Re: Clarifications of LSM API

From: Tomas Olsson (tol@private)
Date: Wed Jul 07 2004 - 07:06:09 PDT


On Tue, 29 Jun 2004, Serge E. Hallyn <hallyn@private> wrote:

> My proposal (basically bsd's implementation) would also require adjusting
> existing modules.
>
Is that the inode->i_security[my_index] way?

What about something like

/* manager internal lsm id, allocated on registration */
typedef uchar lsm_id;

struct sec_blob {
        uchar num_entries;
        lsm_id user1;
        lsm_id user2;
        lsm_id user3;
        void *blob1;
        void *blob2;
        void *blob3;
};

On alloc, lsm's get to say whether they want to copy the existing value,
change it, or leave the slot empty. Any accesses need to go through a
manager function (taking some sort of id), which would be in a position to
implement copy on write, as well as expanding the blob array should need
arise.

Probably needs a refcounter to be added. One could make a separate 64-bit
version.

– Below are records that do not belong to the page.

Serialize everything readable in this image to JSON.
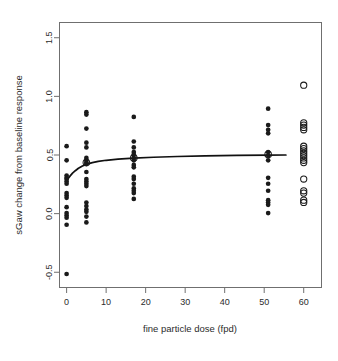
{
  "chart_data": {
    "type": "scatter",
    "title": "",
    "xlabel": "fine particle dose (fpd)",
    "ylabel": "sGaw change from baseline response",
    "xlim": [
      -1.8,
      64.5
    ],
    "ylim": [
      -0.63,
      1.63
    ],
    "xticks": [
      0,
      10,
      20,
      30,
      40,
      50,
      60
    ],
    "xtick_labels": [
      "0",
      "10",
      "20",
      "30",
      "40",
      "50",
      "60"
    ],
    "yticks": [
      -0.5,
      0.0,
      0.5,
      1.0,
      1.5
    ],
    "ytick_labels": [
      "-0.5",
      "0.0",
      "0.5",
      "1.0",
      "1.5"
    ],
    "grid": false,
    "legend": "none",
    "box": true,
    "series": [
      {
        "name": "individual responses (filled)",
        "marker": "filled-circle",
        "color": "#1a1a1a",
        "points": [
          {
            "x": 0,
            "y": 0.575
          },
          {
            "x": 0,
            "y": 0.455
          },
          {
            "x": 0,
            "y": 0.325
          },
          {
            "x": 0,
            "y": 0.305
          },
          {
            "x": 0,
            "y": 0.295
          },
          {
            "x": 0,
            "y": 0.275
          },
          {
            "x": 0,
            "y": 0.255
          },
          {
            "x": 0,
            "y": 0.175
          },
          {
            "x": 0,
            "y": 0.155
          },
          {
            "x": 0,
            "y": 0.135
          },
          {
            "x": 0,
            "y": 0.055
          },
          {
            "x": 0,
            "y": 0.005
          },
          {
            "x": 0,
            "y": -0.015
          },
          {
            "x": 0,
            "y": -0.035
          },
          {
            "x": 0,
            "y": -0.095
          },
          {
            "x": 0,
            "y": -0.515
          },
          {
            "x": 5,
            "y": 0.865
          },
          {
            "x": 5,
            "y": 0.845
          },
          {
            "x": 5,
            "y": 0.725
          },
          {
            "x": 5,
            "y": 0.605
          },
          {
            "x": 5,
            "y": 0.565
          },
          {
            "x": 5,
            "y": 0.475
          },
          {
            "x": 5,
            "y": 0.455
          },
          {
            "x": 5,
            "y": 0.435
          },
          {
            "x": 5,
            "y": 0.425
          },
          {
            "x": 5,
            "y": 0.355
          },
          {
            "x": 5,
            "y": 0.295
          },
          {
            "x": 5,
            "y": 0.275
          },
          {
            "x": 5,
            "y": 0.255
          },
          {
            "x": 5,
            "y": 0.235
          },
          {
            "x": 5,
            "y": 0.095
          },
          {
            "x": 5,
            "y": 0.065
          },
          {
            "x": 5,
            "y": 0.035
          },
          {
            "x": 5,
            "y": 0.015
          },
          {
            "x": 5,
            "y": -0.025
          },
          {
            "x": 5,
            "y": -0.075
          },
          {
            "x": 17,
            "y": 0.825
          },
          {
            "x": 17,
            "y": 0.615
          },
          {
            "x": 17,
            "y": 0.565
          },
          {
            "x": 17,
            "y": 0.525
          },
          {
            "x": 17,
            "y": 0.505
          },
          {
            "x": 17,
            "y": 0.475
          },
          {
            "x": 17,
            "y": 0.455
          },
          {
            "x": 17,
            "y": 0.415
          },
          {
            "x": 17,
            "y": 0.395
          },
          {
            "x": 17,
            "y": 0.315
          },
          {
            "x": 17,
            "y": 0.295
          },
          {
            "x": 17,
            "y": 0.255
          },
          {
            "x": 17,
            "y": 0.215
          },
          {
            "x": 17,
            "y": 0.195
          },
          {
            "x": 17,
            "y": 0.175
          },
          {
            "x": 17,
            "y": 0.125
          },
          {
            "x": 51,
            "y": 0.895
          },
          {
            "x": 51,
            "y": 0.755
          },
          {
            "x": 51,
            "y": 0.715
          },
          {
            "x": 51,
            "y": 0.685
          },
          {
            "x": 51,
            "y": 0.525
          },
          {
            "x": 51,
            "y": 0.495
          },
          {
            "x": 51,
            "y": 0.455
          },
          {
            "x": 51,
            "y": 0.305
          },
          {
            "x": 51,
            "y": 0.255
          },
          {
            "x": 51,
            "y": 0.195
          },
          {
            "x": 51,
            "y": 0.115
          },
          {
            "x": 51,
            "y": 0.095
          },
          {
            "x": 51,
            "y": 0.075
          },
          {
            "x": 51,
            "y": 0.005
          }
        ]
      },
      {
        "name": "predicted responses (open)",
        "marker": "open-circle",
        "color": "#1a1a1a",
        "points": [
          {
            "x": 60,
            "y": 1.095
          },
          {
            "x": 60,
            "y": 0.775
          },
          {
            "x": 60,
            "y": 0.755
          },
          {
            "x": 60,
            "y": 0.735
          },
          {
            "x": 60,
            "y": 0.715
          },
          {
            "x": 60,
            "y": 0.575
          },
          {
            "x": 60,
            "y": 0.555
          },
          {
            "x": 60,
            "y": 0.535
          },
          {
            "x": 60,
            "y": 0.515
          },
          {
            "x": 60,
            "y": 0.495
          },
          {
            "x": 60,
            "y": 0.475
          },
          {
            "x": 60,
            "y": 0.455
          },
          {
            "x": 60,
            "y": 0.435
          },
          {
            "x": 60,
            "y": 0.295
          },
          {
            "x": 60,
            "y": 0.195
          },
          {
            "x": 60,
            "y": 0.175
          },
          {
            "x": 60,
            "y": 0.115
          },
          {
            "x": 60,
            "y": 0.095
          }
        ]
      },
      {
        "name": "group means (open)",
        "marker": "open-circle",
        "color": "#1a1a1a",
        "points": [
          {
            "x": 5,
            "y": 0.435
          },
          {
            "x": 17,
            "y": 0.475
          },
          {
            "x": 51,
            "y": 0.505
          }
        ]
      }
    ],
    "fit_curve": {
      "name": "fitted dose-response curve",
      "color": "#111111",
      "points": [
        {
          "x": 0.0,
          "y": 0.275
        },
        {
          "x": 0.4,
          "y": 0.3
        },
        {
          "x": 0.9,
          "y": 0.322
        },
        {
          "x": 1.5,
          "y": 0.345
        },
        {
          "x": 2.2,
          "y": 0.366
        },
        {
          "x": 3.0,
          "y": 0.387
        },
        {
          "x": 4.0,
          "y": 0.406
        },
        {
          "x": 5.0,
          "y": 0.42
        },
        {
          "x": 6.5,
          "y": 0.435
        },
        {
          "x": 8.0,
          "y": 0.445
        },
        {
          "x": 10.0,
          "y": 0.455
        },
        {
          "x": 13.0,
          "y": 0.465
        },
        {
          "x": 17.0,
          "y": 0.474
        },
        {
          "x": 22.0,
          "y": 0.481
        },
        {
          "x": 28.0,
          "y": 0.487
        },
        {
          "x": 35.0,
          "y": 0.492
        },
        {
          "x": 43.0,
          "y": 0.496
        },
        {
          "x": 51.0,
          "y": 0.499
        },
        {
          "x": 55.5,
          "y": 0.5
        }
      ]
    }
  }
}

Number of registered lsm's limited to 255 or so.

Comments?

The reason for this is of course that with lists, every lsm needs to alloc
a new blob for every object it attaches it to, as there is no way of
knowing when other lsm's might change their blobs, which could change the
link pointers. For arrays, one also needs to alloc one for every blobbed
object, with a limited size.

Are primary lsm's currently allowed to change the security field between
alloc and free? That would make limited arrays... limited in usefulness, as
a new lsm might want to add its blob to an already allocated array, risking
overflow.

What are the current usage (alloc & update) patterns for the blobs?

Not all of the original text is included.